Ms. Starkman, co-founder of CivilEats.com, credited Mr. Bittman’s “fooderati” followers, as she described them, as Twitter activists. “He was publicly shamed,” she said. Among seventh graders’ drawings of the “water cycle” and announcements for the science fair on the chalkboard, Ms. Starkman and other panelists gave more examples of how food activists have used social networking to motivate political action in front of the computer screen—and beyond.

“The idea of something new and kind of cold as a computer can help us to support ancient agricultural methods and personal choices like what we eat is endlessly fascinating, said Leslie Hatfield, freelance editor of the Green Fork blog and media consultant for New York-based nonprofit program Eat Well. She noted sites like Eatwellguide.org, and Hyperlocavore, a social networking site for gardeners and yardsharers, as powerful resources for Web-savvy food activists, but even sites like Flickr, in which a mother posted pictures of her daughter’s school breakfasts, can engage local representatives and start conversations, said Ms. Hatfield.
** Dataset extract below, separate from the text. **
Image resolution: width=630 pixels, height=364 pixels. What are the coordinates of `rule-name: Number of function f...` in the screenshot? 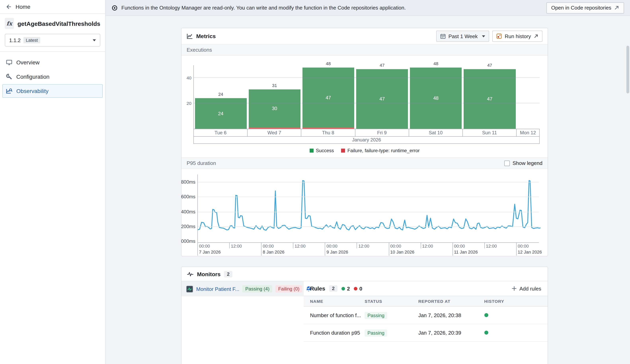 It's located at (334, 315).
But any political food organization thinking they just need to start a blog to spread the word shouldn’t fire up the Twitter account just yet, according to Ms. Hatfield. “There’s no ‘Build it and they will come on’ the Internet,” she said. Ms. Hatfield suggested also taking the message elsewhere. She writes about food issues for the Huffington Post—which is a good practice, according to Natasha Chart, of Change.org’s Sustainable Food blog, to give food politics better “brand awareness.”

“If we want people to think about food as a political issue, it has to be put out in the spaces beyond the food politics choir,” said Ms. Chart, who recommended that food activists write for sites like Daily Kos and promote their blog posts or other news articles that interest them on aggregating sites like Reddit and Digg to reach a wider audience. “One of the reasons why our food systems suck so badly is because people just don’t think about it. They don’t think about it as a political issue. … There’s a political reason why you can’t find fresh produce in your neighorhood and why there is corn in absolutely everything.” The Internet can spread the word about it, she explained.
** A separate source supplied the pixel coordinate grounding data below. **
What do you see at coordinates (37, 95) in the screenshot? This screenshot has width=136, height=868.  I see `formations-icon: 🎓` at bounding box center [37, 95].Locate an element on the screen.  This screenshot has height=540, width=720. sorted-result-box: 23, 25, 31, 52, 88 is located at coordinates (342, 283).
“With the Web, anything you can implement locally, you can implement globally,” said Winton Wedderburn, a graduate public health student at Hunter College who took on the online campaign to promote the Brooklyn Food Conference itself, which attracted an estimated 3,000 attendees. He mentioned President Obama’s online tactics as a primary example of how the “fooderati” can take their messages beyond social networking, which doesn’t always work for programs like fund-raising.

“That old fashioned lobbying for better food safety reform—that pounding the pavement to change the laws—will never be replaced by the Internet,” said Ms. Starkman. She mentioned the Consumer Union and other organizations’ efforts to encourage Kansas Governor Kathleen Sebelius to veto legislation concerning labeling on milk products that include artificial hormones with simple email forms to encourage phone calls. “Most of us are sitting at our desks all day anyhow, you can click on this link and you can inform other people at it as well,” Ms. Starkman said.

“She said her reason for vetoing this law, which she eventually did at the eleventh hour, was because she was overwhelmed with emails from constituents. Never in the history of any issue in the history of Kansas had they seen so many emails,” Ms. Starkman explained, who added that Ms. Sebelius is President Obama’s pick to lead the Department of Health and Human Services.

But emails and tweets won’t solve all the food activists’ problems. “Internet and emails and tweeting are all really great but you do have to have that connection,” she explained. “A lot of those calls, which are personal calls, still really matter [and] sitting in front of your congressman can’t be underestimated.”